▶ [TASK DETAILS] Every line of the data is to be transcribed as it stands.

▶ [RECORDS SUPPLIED]
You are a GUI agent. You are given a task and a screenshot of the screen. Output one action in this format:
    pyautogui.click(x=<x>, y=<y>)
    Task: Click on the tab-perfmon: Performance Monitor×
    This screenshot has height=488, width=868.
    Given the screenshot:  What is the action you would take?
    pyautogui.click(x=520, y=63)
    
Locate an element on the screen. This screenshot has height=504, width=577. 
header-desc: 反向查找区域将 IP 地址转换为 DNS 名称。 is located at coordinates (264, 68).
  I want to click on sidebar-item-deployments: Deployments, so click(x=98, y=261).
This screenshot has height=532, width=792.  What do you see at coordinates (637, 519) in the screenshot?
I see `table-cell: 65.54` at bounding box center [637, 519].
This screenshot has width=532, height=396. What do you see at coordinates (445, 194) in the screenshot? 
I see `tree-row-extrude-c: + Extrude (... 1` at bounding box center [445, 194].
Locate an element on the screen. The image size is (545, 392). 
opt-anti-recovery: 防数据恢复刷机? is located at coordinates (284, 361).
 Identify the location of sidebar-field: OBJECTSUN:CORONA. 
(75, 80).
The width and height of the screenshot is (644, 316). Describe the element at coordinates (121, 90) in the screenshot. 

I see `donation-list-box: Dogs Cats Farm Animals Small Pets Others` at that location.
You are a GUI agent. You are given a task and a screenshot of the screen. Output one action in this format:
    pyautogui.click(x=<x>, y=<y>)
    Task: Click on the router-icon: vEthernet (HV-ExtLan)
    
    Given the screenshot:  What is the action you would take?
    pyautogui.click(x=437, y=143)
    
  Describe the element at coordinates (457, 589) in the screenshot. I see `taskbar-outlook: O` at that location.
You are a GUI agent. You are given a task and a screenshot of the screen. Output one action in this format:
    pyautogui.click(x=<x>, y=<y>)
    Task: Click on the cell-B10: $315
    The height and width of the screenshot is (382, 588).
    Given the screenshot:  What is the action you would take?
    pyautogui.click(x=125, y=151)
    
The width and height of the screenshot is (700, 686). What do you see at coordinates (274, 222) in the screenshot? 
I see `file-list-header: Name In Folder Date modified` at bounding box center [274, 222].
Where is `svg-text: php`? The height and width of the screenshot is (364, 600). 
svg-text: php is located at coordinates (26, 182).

▶ [ANSWER SPACE]
You are a GUI agent. You are given a task and a screenshot of the screen. Output one action in this format:
    pyautogui.click(x=<x>, y=<y>)
    Task: Click on the tab-perfmon: Performance Monitor×
    This screenshot has height=488, width=868.
    Given the screenshot:  What is the action you would take?
    pyautogui.click(x=520, y=63)
    
Locate an element on the screen. This screenshot has height=504, width=577. 
header-desc: 反向查找区域将 IP 地址转换为 DNS 名称。 is located at coordinates (264, 68).
  I want to click on sidebar-item-deployments: Deployments, so click(x=98, y=261).
This screenshot has height=532, width=792.  What do you see at coordinates (637, 519) in the screenshot?
I see `table-cell: 65.54` at bounding box center [637, 519].
This screenshot has width=532, height=396. What do you see at coordinates (445, 194) in the screenshot? 
I see `tree-row-extrude-c: + Extrude (... 1` at bounding box center [445, 194].
Locate an element on the screen. The image size is (545, 392). 
opt-anti-recovery: 防数据恢复刷机? is located at coordinates (284, 361).
 Identify the location of sidebar-field: OBJECTSUN:CORONA. 
(75, 80).
The width and height of the screenshot is (644, 316). Describe the element at coordinates (121, 90) in the screenshot. 

I see `donation-list-box: Dogs Cats Farm Animals Small Pets Others` at that location.
You are a GUI agent. You are given a task and a screenshot of the screen. Output one action in this format:
    pyautogui.click(x=<x>, y=<y>)
    Task: Click on the router-icon: vEthernet (HV-ExtLan)
    
    Given the screenshot:  What is the action you would take?
    pyautogui.click(x=437, y=143)
    
  Describe the element at coordinates (457, 589) in the screenshot. I see `taskbar-outlook: O` at that location.
You are a GUI agent. You are given a task and a screenshot of the screen. Output one action in this format:
    pyautogui.click(x=<x>, y=<y>)
    Task: Click on the cell-B10: $315
    The height and width of the screenshot is (382, 588).
    Given the screenshot:  What is the action you would take?
    pyautogui.click(x=125, y=151)
    
The width and height of the screenshot is (700, 686). What do you see at coordinates (274, 222) in the screenshot? 
I see `file-list-header: Name In Folder Date modified` at bounding box center [274, 222].
Where is `svg-text: php`? The height and width of the screenshot is (364, 600). 
svg-text: php is located at coordinates (26, 182).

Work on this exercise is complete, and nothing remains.